== Records for this task ==

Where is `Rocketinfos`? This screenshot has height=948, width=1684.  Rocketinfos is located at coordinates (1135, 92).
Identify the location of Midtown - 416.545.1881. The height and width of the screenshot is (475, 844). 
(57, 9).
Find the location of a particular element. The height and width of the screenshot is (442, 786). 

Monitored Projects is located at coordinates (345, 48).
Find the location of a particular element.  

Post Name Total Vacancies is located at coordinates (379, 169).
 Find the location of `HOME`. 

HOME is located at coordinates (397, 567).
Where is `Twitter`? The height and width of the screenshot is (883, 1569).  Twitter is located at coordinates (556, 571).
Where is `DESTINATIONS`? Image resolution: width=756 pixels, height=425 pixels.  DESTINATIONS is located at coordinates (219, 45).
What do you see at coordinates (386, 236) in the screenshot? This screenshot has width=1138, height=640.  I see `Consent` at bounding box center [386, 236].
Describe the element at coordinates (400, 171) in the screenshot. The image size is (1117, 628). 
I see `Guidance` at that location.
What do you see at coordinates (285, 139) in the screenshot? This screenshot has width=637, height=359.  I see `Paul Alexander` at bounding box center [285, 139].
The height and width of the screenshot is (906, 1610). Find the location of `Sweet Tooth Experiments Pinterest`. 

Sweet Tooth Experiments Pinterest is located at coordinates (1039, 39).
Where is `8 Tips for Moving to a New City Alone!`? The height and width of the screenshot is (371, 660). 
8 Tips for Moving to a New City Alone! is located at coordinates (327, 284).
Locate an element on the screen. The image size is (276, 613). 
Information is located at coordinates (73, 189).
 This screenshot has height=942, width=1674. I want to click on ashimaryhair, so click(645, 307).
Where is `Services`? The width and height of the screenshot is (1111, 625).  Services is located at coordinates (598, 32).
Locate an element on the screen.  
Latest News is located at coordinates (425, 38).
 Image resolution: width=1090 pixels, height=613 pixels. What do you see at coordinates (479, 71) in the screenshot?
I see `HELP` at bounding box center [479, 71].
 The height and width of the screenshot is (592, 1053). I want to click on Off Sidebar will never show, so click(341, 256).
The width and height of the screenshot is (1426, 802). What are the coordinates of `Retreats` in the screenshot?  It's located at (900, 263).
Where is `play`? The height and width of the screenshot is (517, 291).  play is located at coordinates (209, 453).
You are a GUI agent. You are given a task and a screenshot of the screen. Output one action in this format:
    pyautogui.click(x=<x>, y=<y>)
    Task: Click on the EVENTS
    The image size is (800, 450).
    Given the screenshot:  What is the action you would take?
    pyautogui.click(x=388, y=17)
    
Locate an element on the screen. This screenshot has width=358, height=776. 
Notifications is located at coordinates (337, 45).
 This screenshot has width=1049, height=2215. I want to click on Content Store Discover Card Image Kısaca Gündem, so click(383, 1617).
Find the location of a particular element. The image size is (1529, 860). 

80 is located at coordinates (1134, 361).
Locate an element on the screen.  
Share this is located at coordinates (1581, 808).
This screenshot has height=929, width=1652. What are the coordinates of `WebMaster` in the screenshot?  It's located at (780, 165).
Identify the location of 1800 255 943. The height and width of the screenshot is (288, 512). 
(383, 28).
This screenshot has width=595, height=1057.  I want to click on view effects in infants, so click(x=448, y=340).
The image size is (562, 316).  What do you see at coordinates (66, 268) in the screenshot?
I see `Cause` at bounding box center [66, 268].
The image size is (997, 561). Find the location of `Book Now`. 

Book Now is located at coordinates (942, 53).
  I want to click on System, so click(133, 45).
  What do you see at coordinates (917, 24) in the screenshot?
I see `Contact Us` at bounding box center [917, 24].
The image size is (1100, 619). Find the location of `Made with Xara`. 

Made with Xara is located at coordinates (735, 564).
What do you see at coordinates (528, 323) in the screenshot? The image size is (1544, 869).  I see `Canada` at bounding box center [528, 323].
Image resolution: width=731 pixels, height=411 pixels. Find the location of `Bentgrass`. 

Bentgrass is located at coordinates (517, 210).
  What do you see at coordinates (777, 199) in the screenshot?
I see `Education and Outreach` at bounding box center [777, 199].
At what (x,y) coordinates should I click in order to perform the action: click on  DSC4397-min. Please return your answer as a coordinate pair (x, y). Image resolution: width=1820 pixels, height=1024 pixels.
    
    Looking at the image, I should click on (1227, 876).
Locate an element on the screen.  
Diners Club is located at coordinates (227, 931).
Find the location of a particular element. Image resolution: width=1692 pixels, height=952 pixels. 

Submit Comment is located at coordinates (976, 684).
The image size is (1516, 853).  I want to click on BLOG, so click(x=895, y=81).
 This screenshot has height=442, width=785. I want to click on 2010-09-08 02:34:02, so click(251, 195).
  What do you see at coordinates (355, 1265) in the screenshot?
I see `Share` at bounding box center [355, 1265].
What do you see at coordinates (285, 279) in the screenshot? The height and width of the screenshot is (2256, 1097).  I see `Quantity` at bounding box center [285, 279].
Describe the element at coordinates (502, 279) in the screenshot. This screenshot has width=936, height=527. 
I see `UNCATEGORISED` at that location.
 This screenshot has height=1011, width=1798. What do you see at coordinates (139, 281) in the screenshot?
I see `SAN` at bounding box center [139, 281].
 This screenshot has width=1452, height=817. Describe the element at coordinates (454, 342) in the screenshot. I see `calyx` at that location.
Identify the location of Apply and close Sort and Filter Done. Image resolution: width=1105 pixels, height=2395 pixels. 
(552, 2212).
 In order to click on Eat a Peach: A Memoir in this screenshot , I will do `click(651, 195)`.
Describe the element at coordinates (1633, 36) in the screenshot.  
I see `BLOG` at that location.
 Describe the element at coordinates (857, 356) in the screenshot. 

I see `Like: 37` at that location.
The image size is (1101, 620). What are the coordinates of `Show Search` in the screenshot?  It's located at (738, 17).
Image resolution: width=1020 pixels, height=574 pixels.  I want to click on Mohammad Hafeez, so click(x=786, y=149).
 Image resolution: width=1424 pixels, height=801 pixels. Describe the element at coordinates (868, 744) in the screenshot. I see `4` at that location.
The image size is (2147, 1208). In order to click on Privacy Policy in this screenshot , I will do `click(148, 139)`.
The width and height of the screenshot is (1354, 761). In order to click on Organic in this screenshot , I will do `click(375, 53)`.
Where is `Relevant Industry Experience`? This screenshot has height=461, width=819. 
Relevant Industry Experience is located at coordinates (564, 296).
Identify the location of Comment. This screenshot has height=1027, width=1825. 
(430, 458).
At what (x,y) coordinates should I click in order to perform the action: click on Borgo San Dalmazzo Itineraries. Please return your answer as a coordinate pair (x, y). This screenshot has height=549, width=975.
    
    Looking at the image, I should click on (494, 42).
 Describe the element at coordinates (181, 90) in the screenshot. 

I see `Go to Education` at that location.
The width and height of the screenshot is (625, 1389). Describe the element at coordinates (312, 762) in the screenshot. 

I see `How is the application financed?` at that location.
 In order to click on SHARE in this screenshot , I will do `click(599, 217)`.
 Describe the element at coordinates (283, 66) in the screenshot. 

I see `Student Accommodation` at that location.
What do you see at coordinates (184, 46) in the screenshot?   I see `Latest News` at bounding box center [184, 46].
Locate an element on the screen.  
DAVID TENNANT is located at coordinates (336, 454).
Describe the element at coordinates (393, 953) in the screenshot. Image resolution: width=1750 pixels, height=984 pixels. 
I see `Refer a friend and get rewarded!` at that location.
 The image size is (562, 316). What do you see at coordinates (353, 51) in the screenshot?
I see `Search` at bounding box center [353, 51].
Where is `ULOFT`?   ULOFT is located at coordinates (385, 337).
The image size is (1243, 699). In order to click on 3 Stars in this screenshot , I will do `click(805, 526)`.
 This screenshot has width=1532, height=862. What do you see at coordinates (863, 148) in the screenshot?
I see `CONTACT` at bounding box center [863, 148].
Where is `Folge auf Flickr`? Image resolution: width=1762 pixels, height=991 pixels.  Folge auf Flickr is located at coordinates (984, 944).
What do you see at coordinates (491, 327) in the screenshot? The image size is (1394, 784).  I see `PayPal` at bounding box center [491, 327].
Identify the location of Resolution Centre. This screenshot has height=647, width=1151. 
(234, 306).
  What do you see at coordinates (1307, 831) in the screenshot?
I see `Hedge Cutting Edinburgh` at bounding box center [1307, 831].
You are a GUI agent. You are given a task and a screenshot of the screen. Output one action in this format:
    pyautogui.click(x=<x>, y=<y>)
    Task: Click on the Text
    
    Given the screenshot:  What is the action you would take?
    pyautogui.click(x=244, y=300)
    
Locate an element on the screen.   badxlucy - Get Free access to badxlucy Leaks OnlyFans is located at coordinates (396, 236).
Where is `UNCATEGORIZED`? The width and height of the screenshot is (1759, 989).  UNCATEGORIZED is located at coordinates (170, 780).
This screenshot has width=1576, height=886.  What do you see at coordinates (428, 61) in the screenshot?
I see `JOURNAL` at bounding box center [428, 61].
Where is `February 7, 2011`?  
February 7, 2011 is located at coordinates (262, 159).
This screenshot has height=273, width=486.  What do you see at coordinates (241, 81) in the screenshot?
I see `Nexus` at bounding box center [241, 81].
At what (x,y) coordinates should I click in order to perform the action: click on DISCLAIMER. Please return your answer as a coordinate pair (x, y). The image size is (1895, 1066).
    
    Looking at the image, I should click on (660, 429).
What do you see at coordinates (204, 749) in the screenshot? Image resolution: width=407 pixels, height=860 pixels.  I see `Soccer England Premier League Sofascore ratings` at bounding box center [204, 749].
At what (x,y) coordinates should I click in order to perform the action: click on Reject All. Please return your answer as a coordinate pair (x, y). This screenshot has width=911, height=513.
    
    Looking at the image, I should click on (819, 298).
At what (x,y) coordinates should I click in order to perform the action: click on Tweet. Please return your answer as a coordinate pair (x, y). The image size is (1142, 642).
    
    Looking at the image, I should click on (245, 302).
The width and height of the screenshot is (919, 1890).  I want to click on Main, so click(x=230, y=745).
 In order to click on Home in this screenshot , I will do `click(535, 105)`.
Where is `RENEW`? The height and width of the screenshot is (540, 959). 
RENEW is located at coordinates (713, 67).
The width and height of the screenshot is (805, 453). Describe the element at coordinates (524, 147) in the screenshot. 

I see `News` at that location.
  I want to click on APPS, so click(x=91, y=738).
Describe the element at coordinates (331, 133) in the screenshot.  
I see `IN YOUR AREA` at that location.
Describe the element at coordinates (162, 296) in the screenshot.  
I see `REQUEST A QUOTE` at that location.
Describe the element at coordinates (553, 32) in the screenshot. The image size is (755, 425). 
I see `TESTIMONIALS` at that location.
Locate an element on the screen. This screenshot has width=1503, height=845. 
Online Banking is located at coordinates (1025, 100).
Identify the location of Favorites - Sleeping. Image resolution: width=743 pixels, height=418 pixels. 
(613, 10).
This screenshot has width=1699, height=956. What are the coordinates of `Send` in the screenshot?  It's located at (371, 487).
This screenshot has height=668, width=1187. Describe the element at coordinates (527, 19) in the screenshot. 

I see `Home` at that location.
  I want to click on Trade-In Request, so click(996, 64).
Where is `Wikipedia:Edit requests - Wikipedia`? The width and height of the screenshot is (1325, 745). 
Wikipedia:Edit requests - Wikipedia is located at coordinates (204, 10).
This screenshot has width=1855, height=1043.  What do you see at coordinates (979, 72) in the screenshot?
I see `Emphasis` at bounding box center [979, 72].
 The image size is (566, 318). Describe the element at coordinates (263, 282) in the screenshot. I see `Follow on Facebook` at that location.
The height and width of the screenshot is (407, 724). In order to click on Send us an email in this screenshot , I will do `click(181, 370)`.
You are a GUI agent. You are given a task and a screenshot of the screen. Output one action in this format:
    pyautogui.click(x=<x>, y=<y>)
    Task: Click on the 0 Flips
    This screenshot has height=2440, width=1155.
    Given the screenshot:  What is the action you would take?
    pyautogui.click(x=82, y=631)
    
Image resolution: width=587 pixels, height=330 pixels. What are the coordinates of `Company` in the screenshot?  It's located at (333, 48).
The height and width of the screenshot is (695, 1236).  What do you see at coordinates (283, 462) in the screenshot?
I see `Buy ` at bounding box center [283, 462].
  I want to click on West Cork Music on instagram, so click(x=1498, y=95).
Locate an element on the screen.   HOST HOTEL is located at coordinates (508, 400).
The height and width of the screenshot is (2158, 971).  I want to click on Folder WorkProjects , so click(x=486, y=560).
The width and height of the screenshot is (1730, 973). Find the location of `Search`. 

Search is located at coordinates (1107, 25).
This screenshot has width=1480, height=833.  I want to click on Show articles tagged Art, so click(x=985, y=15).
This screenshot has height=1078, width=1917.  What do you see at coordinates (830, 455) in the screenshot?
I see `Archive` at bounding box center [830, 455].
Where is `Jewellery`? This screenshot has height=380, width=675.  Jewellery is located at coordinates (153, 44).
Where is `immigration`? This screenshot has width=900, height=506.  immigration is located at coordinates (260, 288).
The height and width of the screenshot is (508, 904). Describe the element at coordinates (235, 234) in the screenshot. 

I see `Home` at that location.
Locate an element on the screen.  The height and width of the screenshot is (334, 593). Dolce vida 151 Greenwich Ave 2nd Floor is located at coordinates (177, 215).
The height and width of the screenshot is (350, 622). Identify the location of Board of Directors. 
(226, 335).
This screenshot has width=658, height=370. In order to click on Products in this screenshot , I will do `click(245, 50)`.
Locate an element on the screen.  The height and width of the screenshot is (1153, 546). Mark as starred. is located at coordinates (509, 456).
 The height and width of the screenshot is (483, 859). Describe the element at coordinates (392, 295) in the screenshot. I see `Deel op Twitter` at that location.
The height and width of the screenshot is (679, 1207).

===

What is expected:
Your reply should be a single number: how many lines in the entries above hold the string "Send".

Completed task:
2